Getting to Know AK: Suzanne
OK, so you’re probably thinking to yourself, “I read the AK Press blog religiously, but I’m sure I haven’t seen profiles for all of the collective members yet! My life feels empty and meaningless since there are still three AK collective members I haven’t virtually met yet!” Well, I can’t do much about the other slackers over here, but here I am—finally ready to do my part.
So here’s the quick background: I’m 27 years old. I have lived kind of all over the place (including stints in Wisconsin, upstate New York, the wonderful-but-freezing Twin Cities, and even Dakar), but I spent nearly half of my life living in a few different parts of West Virginia. It’s a beautiful landscape to be sure, but by some counts the poorest state in the U.S., and certainly the most racist place I’ve ever been. I may not have had a word for it at the time, but I like to think that I have been some sort of anarchist ever since I realized there how many people’s different experiences of oppression were so tied up in capitalism and the State. Later, of course, I realized that there were a whole tradition of people who had also realized this, which was a pretty inspiring discovery.
I have worked with books pretty much ever since I started working—partly because I appreciate them as objects, but also because they’re such an essential means of spreading ideas. My first paid gig as a teenager was in a public library (I was in charge of making sure the Harlequin novels were shelved in the correct order). A college education and a few food service jobs later, I ended up working in some amazing independent bookstores: the late, great Ruminator Books in St. Paul (formerly Hungry Mind), and Amazon Bookstore Cooperative in Minneapolis (a feminist spot that’s been around since 1970 and was recently reincarnated as True Colors). At the same time, I was lucky enough to be taken under the wings of the fine folks at Coffee House Press in Minneapolis, first as a publishing intern and then as a letterpress apprentice. I also stuck around and worked on Ruminator magazine (a feisty little book review rag) until it was shut down a year after the bookstore closed.
I became an AK collective member when I moved to the Bay Area in 2005. I applied for a job here because it seemed like the perfect way to combine my particular brand of workaholism (is that a word?) with my anarchist politics, and luckily the collective agreed… now I really can’t imagine doing anything else. I started out doing shipping & receiving, then moved into ordering, and about half a year ago landed in my current role doing distro sales. I get to spend my time building relationships with other publishers, infoshops, tablers, and independent bookstores; helping choose and work on the titles we publish and distribute; traveling all over North America to represent AK at bookfairs and conferences; and struggling (yes, I mean struggling, in the most constructive sense of the term!) to collectively manage a project that has been putting out amazing anarchist and radical books for 20 years. Seriously, that is pretty cool.
When I’m not doing something involving reading, publishing, or selling anarchist books, you can often find me doing one of the following: printing (I’m a member of the San Francisco Print Collective), designing (last year I joined Critical Resistance’s Abolitionist newspaper collective as the designer, and have been known to do a book or record cover here and there), pumping iron (to get ready for the revolution?), watching nerdy films, listening to geeky music, or drinking delicious bourbons.
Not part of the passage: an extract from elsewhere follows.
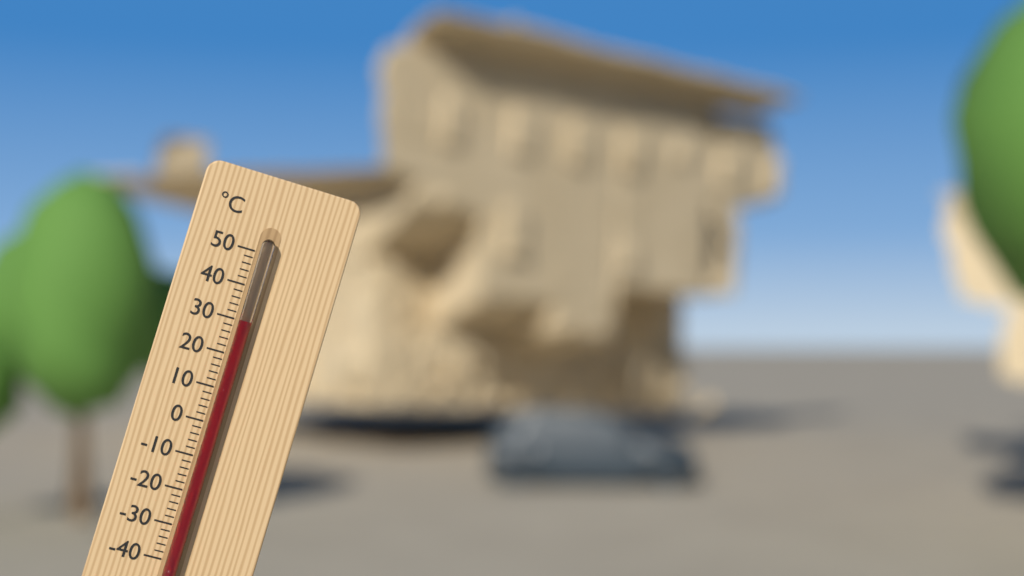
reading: 30 °C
You’re probably tired of hearing about me by now, so I will leave you with some big news: this fall, I will be relocating to join Kate at AK Baltimore. I am sorry to leave the Bay, but really excited to be part of developing a new AK office/warehouse and thinking of ways that AK can have more of a presence on the east coast and be a better resource for all the folks who are doing so much great work out there. So, if you’re on the east coast… I’m probably coming soon to a bookstore, tabling event, or whiskey bar near you, and I’d be thrilled to hear your ideas.